P = 170141183460469231731687303715884105727 # Mersenne; don't use in prod.
G = 5
def pow_mod(b: int, e: int, m: int) -> int: return pow(b, e, m)
def kdf(x: int) -> bytes: return sha256(str(x).encode()).digest()
def ot_send(m0: bytes, m1: bytes):
# Sender picks a random c (serves as the "other" DH value).
c = secrets.randbelow(P - 1) + 1
return c
def ot_recv(c: int, b: int):
# Receiver picks secret k, computes pk_b = g^k, pk_{1-b} = c / pk_b.
k = secrets.randbelow(P - 1) + 1
pk_b = pow_mod(G, k, P)
pk_0, pk_1 = (pk_b, c * pow_mod(pk_b, P - 2, P) % P) if b == 0 else (c * pow_mod(pk_b, P - 2, P) % P, pk_b)
return (pk_0, pk_1), k
def ot_send_encrypt(c: int, pk_0: int, pk_1: int, m0: bytes, m1: bytes):
r = secrets.randbelow(P - 1) + 1
g_r = pow_mod(G, r, P)
k0 = kdf(pow_mod(pk_0, r, P))
k1 = kdf(pow_mod(pk_1, r, P))
e0 = bytes(a ^ b for a, b in zip(m0.ljust(32, b"\0"), k0))
e1 = bytes(a ^ b for a, b in zip(m1.ljust(32, b"\0"), k1))
return g_r, e0, e1
def ot_recv_decrypt(g_r: int, e_b: bytes, k: int) -> bytes:
shared = pow_mod(g_r, k, P)
key = kdf(shared)
return bytes(a ^ b for a, b in zip(e_b, key))
# Run protocol.
m0, m1 = b"you chose zero", b"you chose one"
b = 1 # receiver's hidden choice
c = ot_send(m0, m1)
(pk_0, pk_1), k = ot_recv(c, b)
g_r, e0, e1 = ot_send_encrypt(c, pk_0, pk_1, m0, m1)
plaintext = ot_recv_decrypt(g_r, e1 if b == 1 else e0, k)
print(plaintext.rstrip(b"\0")) # -> b'you chose one'
# Sender never learned b; receiver never learned m0.python3 main.pyUse these three in order. Each builds on the one before.
Explain 1-of-2 oblivious transfer to someone who's familiar with Diffie-Hellman but has never heard of OT. What problem is being solved, and why is it called 'oblivious'?
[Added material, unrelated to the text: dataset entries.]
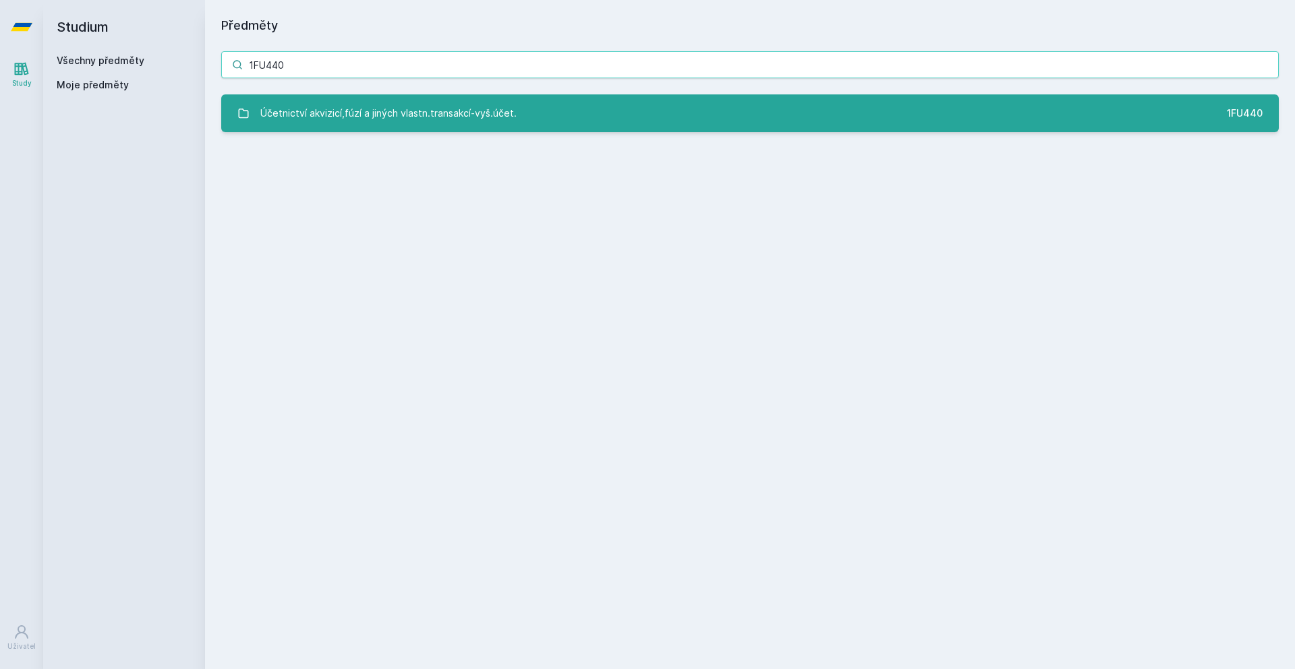 The height and width of the screenshot is (669, 1295). What do you see at coordinates (22, 83) in the screenshot?
I see `div: Study` at bounding box center [22, 83].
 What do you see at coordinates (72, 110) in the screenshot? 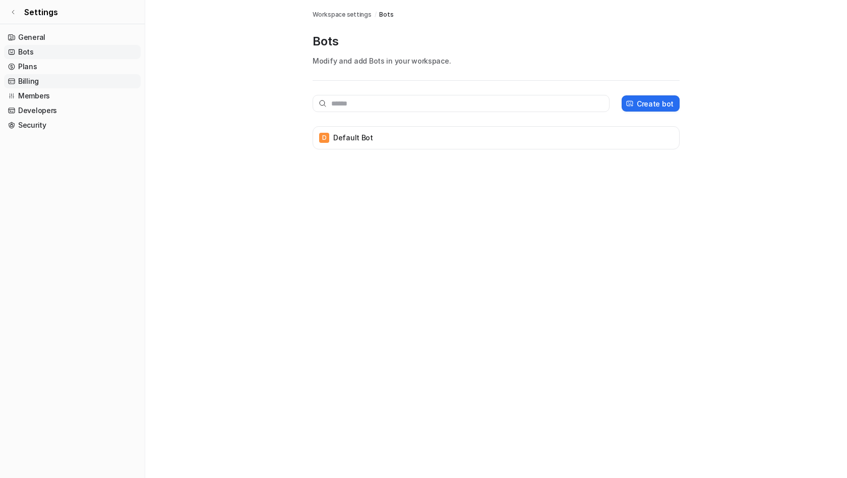
I see `a: Developers` at bounding box center [72, 110].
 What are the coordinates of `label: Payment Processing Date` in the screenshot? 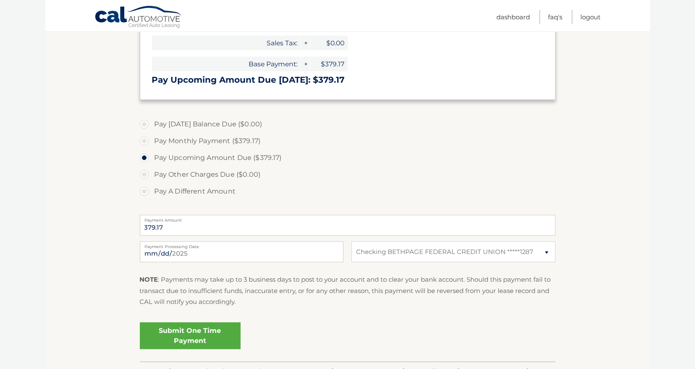 It's located at (241, 245).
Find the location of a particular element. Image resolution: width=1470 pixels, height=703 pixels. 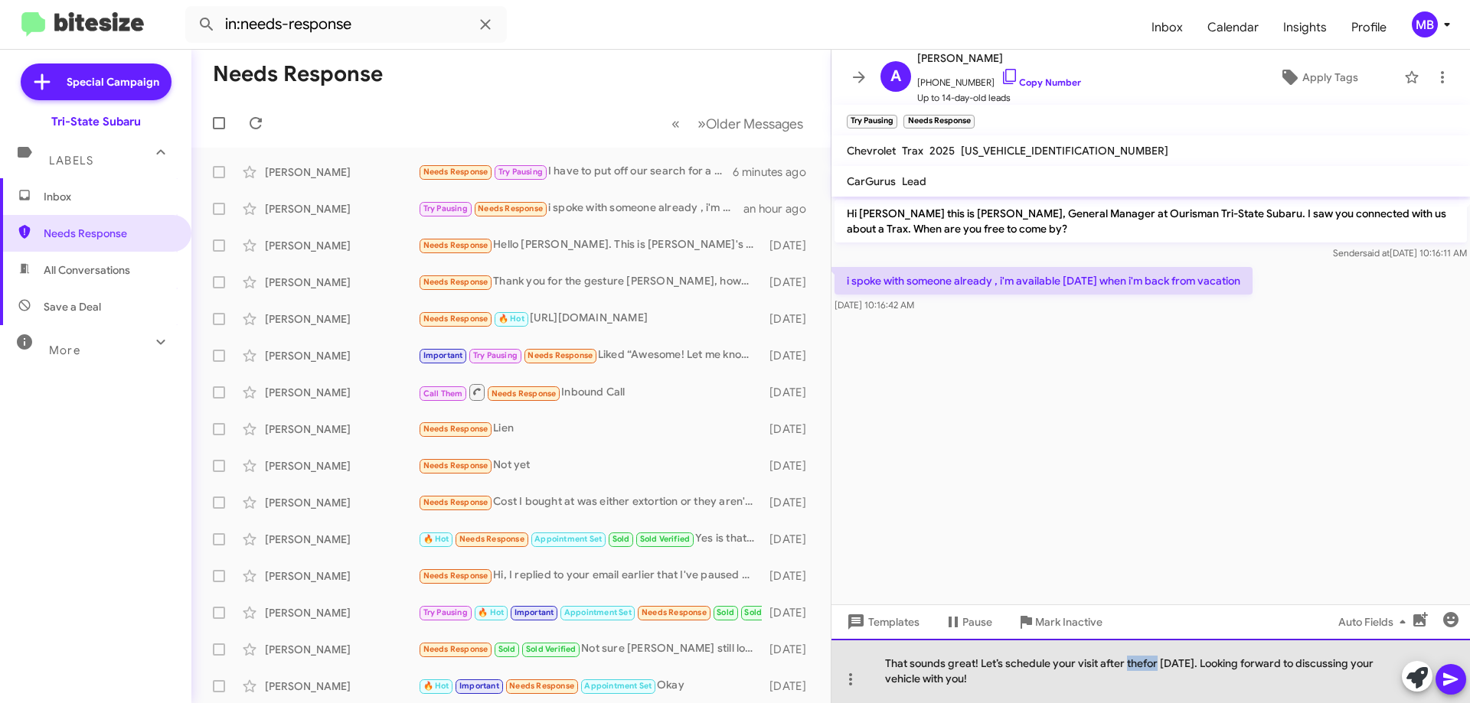

span: Chevrolet is located at coordinates (871, 151).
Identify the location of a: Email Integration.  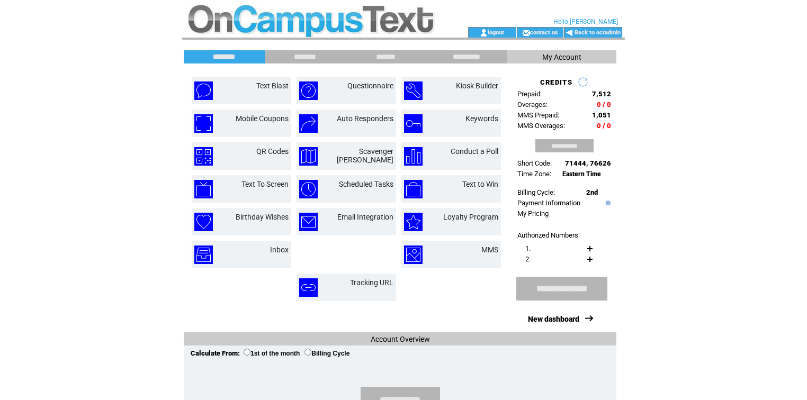
(365, 217).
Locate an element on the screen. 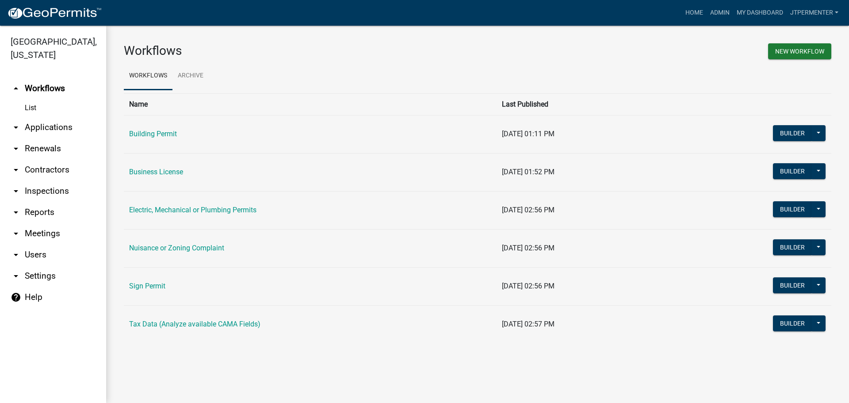  a: Sign Permit is located at coordinates (147, 286).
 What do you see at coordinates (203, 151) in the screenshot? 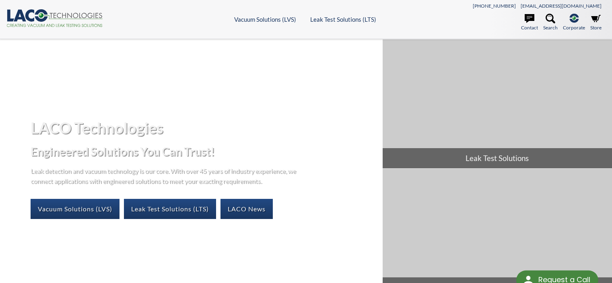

Walk me through Naor-Pinkas OT step by step, naming what each party computes and what each party knows after each message. Prove informally that the sender cannot distinguish b=0 from b=1 and the receiver cannot decrypt m_{1-b}. Name the hardness assumption each claim rests on.
A million OTs per session is routine in modern MPC. One Naor-Pinkas OT costs ~3 exponentiations. Given typical 2^30-cycle-per-exp cost, a million OTs would take minutes. Explain how OT extensions (IKNP, silent OT) break that wall — specifically, what sub-linear-in-the-number-of-OTs trick do they use, and at what security cost?